It has been seven long years since Charlie Kaufman’s directorial debut (Synecdoche, New York) premiered to a lukewarm and confused reception, ultimately sending the Oscar-winning screenwriter into a lengthy retreat within the Hollywood underground. For years I was fervently curious about what this master storyteller was up to, and I finally have my answer in Anomalisa, Kaufman’s current Oscar nominee for Best Animated Film.
However, Michael is shaken from his apathetic lull when – after 30 minutes of quiet desperation – we finally hear the unmistakable female voice of Lisa. Her gender-specific verbal frequency is a revelation to our isolated protagonist. Michael suddenly pricks up his ears and transforms into a man of overwhelming curiosity. What is that noise? What is that sound? He’s never heard anything like it, and suddenly Michael’s defeatist life has been granted a reprieve. He must meet this woman, this sound, this song. And of course, he does just that.
I wouldn’t dare spoil the ending for our wonderful readers, but suffice it to say, it is in the third and final act that Kaufman’s iconic sensibility rears its wonderfully perverse head. While upping the stakes with a fast-paced barrage of surrealist inspiration, Mr. Kaufman is able to insert such serious secondary themes as conforming to gender roles and the male aversion to assertive women, no matter how quickly our characters gloss over them.
In addition to subliminal social justice issues, Anomalisa includes the writer’s familiar theme of characters struggling to reach their true potential and undergo the goal of self-actualization. Lisa is an underpaid, low-level employee who has never gone beyond the title of Team Leader. Michael is successful, but his frustration behind his ignorance of what motivates his alienating behavior depletes his zest for life. This expression of utter dissatisfaction with one’s life situation can also be clearly seen in John Cusack’s unsuccessful puppeteer, Nicolas Cage’s impotent screenwriter, and Jim Carrey’s grieving lover stuck in the past.
Charlie Kaufman’s touch is unmistakable in Anomalisa. The specificity of everyday life has perpetually been fixed upon his gaze. And for his unrelenting examination, he is a true artist of cinema.
Here are the facts: 1) Charlie Kaufman is a master storyteller. He has won an Oscar for screenwriting, and he’s now been nominated on three separate occasions. 2) It took over two years to painstakingly craft this stop-motion endeavor. 3) Anomalisa is nominated this year for Best Animated Film. If you can appreciate the gravity of any of the three statements above, then I strongly urge you to go out and witness Anomalisa for yourself.
Anomalisa opens this Friday, January 22. It is showing exclusively at the Santikos Bijou theater.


Copy each line below containing "weeks".

*** RAW DATA ***

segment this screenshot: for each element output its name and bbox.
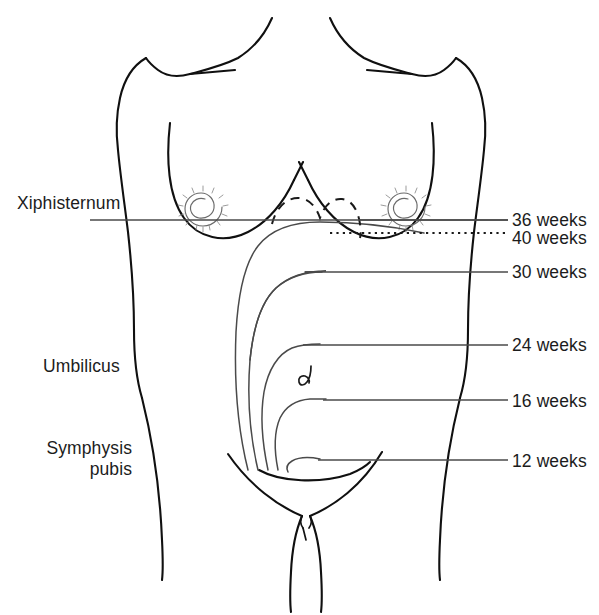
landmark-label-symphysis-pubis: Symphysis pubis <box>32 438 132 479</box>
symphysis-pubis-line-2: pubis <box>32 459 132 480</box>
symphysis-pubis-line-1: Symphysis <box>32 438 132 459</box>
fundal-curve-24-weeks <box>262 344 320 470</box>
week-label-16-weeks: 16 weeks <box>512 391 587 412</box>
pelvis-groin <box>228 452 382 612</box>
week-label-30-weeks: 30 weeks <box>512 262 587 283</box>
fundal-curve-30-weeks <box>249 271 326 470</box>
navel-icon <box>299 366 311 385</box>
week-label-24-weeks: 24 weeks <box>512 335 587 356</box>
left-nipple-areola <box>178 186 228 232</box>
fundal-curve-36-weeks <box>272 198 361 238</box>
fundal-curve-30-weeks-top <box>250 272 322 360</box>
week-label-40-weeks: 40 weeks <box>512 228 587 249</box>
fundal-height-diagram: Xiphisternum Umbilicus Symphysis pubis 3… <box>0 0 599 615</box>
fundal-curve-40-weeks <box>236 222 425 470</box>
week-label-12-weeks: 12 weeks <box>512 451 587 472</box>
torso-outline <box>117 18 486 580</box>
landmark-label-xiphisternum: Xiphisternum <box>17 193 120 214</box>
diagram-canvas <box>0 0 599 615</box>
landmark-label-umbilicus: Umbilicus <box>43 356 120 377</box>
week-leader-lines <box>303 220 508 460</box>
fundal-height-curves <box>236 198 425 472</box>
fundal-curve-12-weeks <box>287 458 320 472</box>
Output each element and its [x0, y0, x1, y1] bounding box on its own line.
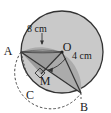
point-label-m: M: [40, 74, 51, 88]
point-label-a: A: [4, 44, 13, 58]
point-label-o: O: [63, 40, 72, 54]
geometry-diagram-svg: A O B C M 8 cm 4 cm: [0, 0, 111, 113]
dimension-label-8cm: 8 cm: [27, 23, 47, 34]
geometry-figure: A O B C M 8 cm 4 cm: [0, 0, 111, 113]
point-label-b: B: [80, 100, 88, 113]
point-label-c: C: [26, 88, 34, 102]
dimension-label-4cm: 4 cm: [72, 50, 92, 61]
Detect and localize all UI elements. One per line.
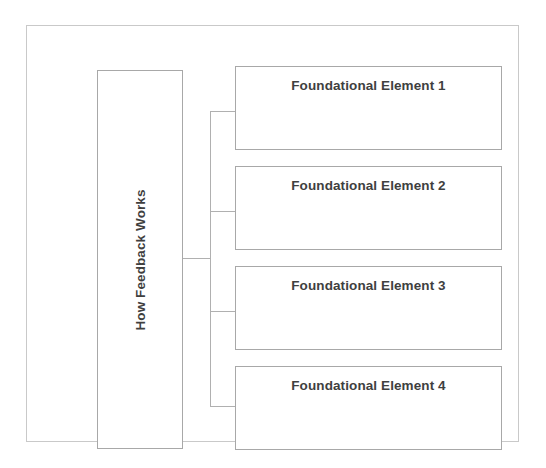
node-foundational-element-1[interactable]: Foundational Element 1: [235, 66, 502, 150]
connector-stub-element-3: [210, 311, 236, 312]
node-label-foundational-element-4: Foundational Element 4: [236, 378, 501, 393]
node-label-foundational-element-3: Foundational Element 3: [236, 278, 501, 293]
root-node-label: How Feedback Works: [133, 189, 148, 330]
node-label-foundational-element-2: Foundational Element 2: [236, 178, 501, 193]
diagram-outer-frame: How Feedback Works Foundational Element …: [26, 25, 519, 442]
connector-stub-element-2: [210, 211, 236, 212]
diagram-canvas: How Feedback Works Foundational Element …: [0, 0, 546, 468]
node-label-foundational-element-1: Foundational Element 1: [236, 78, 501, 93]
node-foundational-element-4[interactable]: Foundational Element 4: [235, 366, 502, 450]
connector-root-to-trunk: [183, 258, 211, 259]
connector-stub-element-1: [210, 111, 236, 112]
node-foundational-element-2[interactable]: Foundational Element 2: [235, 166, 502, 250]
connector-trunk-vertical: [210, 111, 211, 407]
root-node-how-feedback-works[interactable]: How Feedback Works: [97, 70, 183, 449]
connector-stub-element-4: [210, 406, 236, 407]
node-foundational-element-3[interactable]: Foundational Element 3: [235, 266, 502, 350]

*** End of RAW DATA ***

§ RESPONSE BELOW
fundal-curve-24-weeks <box>262 344 320 470</box>
week-label-16-weeks: 16 weeks <box>512 391 587 412</box>
week-label-30-weeks: 30 weeks <box>512 262 587 283</box>
fundal-curve-30-weeks <box>249 271 326 470</box>
week-label-24-weeks: 24 weeks <box>512 335 587 356</box>
fundal-curve-36-weeks <box>272 198 361 238</box>
fundal-curve-30-weeks-top <box>250 272 322 360</box>
week-label-40-weeks: 40 weeks <box>512 228 587 249</box>
fundal-curve-40-weeks <box>236 222 425 470</box>
week-label-12-weeks: 12 weeks <box>512 451 587 472</box>
fundal-curve-12-weeks <box>287 458 320 472</box>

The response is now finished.